By Daniel Stark, Marketing –
Ninety-three percent of all body language is nonverbal. The eyes are likely the most powerful source of non-verbal communication. In the film “Scarface,” Al Pachino’s character infamously declares, “The eyes, Chio. They never lie.”
People maintain eye contact in interviews, stare at a secret crush, and are told “not to stare” because conventional wisdom states that eye contact reveals significantly more than words.
Intuition regarding eye communication may begin at birth, as some studies have indicated. When we break eye contact with our mother as a child, we feel it indicates disapproval. Consequently, people associate gaze aversion with negative emotions or actions, such as deceit or fraud.
However, intuition may not be the best source to detect deceit. Human beings are able to instinctively detect deceit with an accuracy of approximately 54 percent.
Blake Eastman, the founder of The Nonverbal Group, agrees that breaking eye contact is a poor way to detect deceit. He indicates that someone might look away because the situation is unnatural or uncomfortable. Sometimes averting the eyes is founded on embarrassment or even shame. Some people simply have a high level of social anxiety. In fact, there are no scientific studies that conclude that lying can be detected by a break in eye contact.

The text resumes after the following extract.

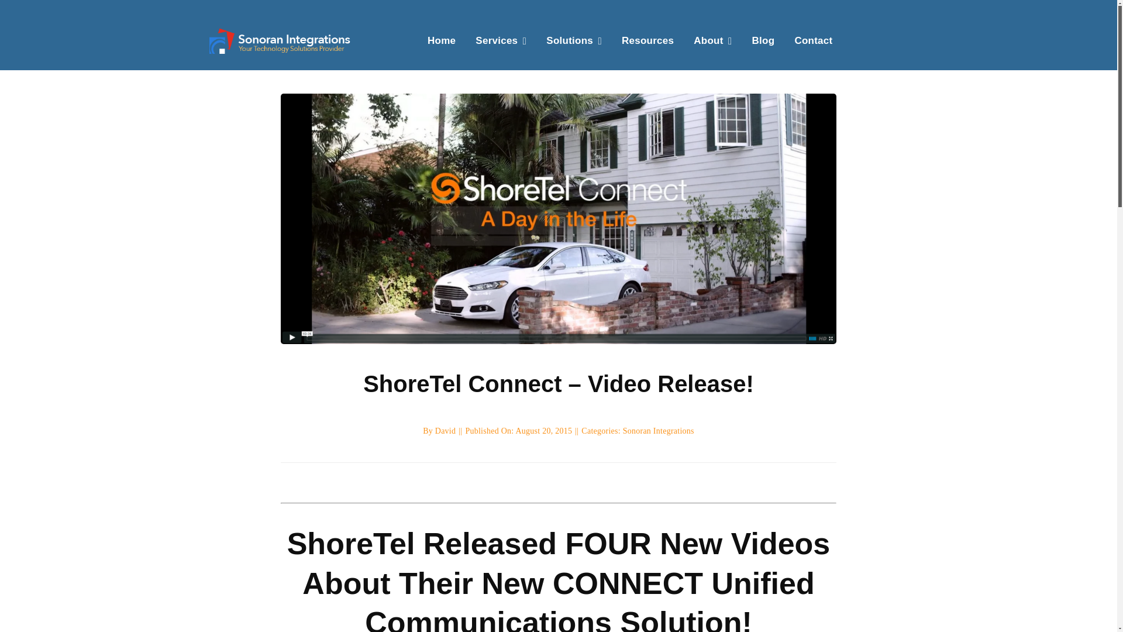 Image resolution: width=1123 pixels, height=632 pixels. I want to click on About, so click(712, 40).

Quantified Impressions, a communications analytics company, determined that most adults establish eye contact between 30 and 60 percent of the time during a conversation. Conventional wisdom concerning the deceptive nature of eye contact aversion causes liars to maintain eye contact. The liar, to avoid people thinking a he or she is lying, will typically maintain eye contact.
Cognitive overload theory is based on the idea that if a person becomes overwhelmed with thinking or feeling, their blink decreases dramatically, leading them to stare more than a normal person. On the other hand, when people tell the truth, they generally don’t have to create ideas to recall the memory, leading to a normal blink rate. Unfortunately, this method of lie detection is not infallible on its own. He claims that if people use memories when deceiving, it decreases the rate of cognitive overload and blinking rate.

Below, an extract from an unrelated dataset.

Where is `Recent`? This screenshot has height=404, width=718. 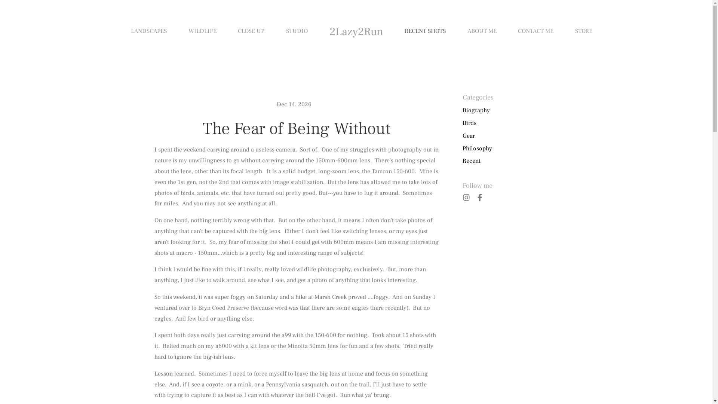 Recent is located at coordinates (471, 161).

Overall, he says that it’s difficult to correlate with a high level of certainty specific human behavior with lying without a little help.
Technology and Lie Detection
With this in mind, what is the best way to handle lying and corruption? It’s clearly necessary to have technological innovation to assist us in fraud detection.
EyeDetect® can help detect deception by monitoring multiple aspects of eye movements with a highly accurate optical scanner. The simple, nonintrusive test consists of a series of true or false questions that the subject answers while their eye movements are tracked and recorded. The system is able to detect deception with 85 percent accuracy. EyeDetect is an eye detection software to help find fraud.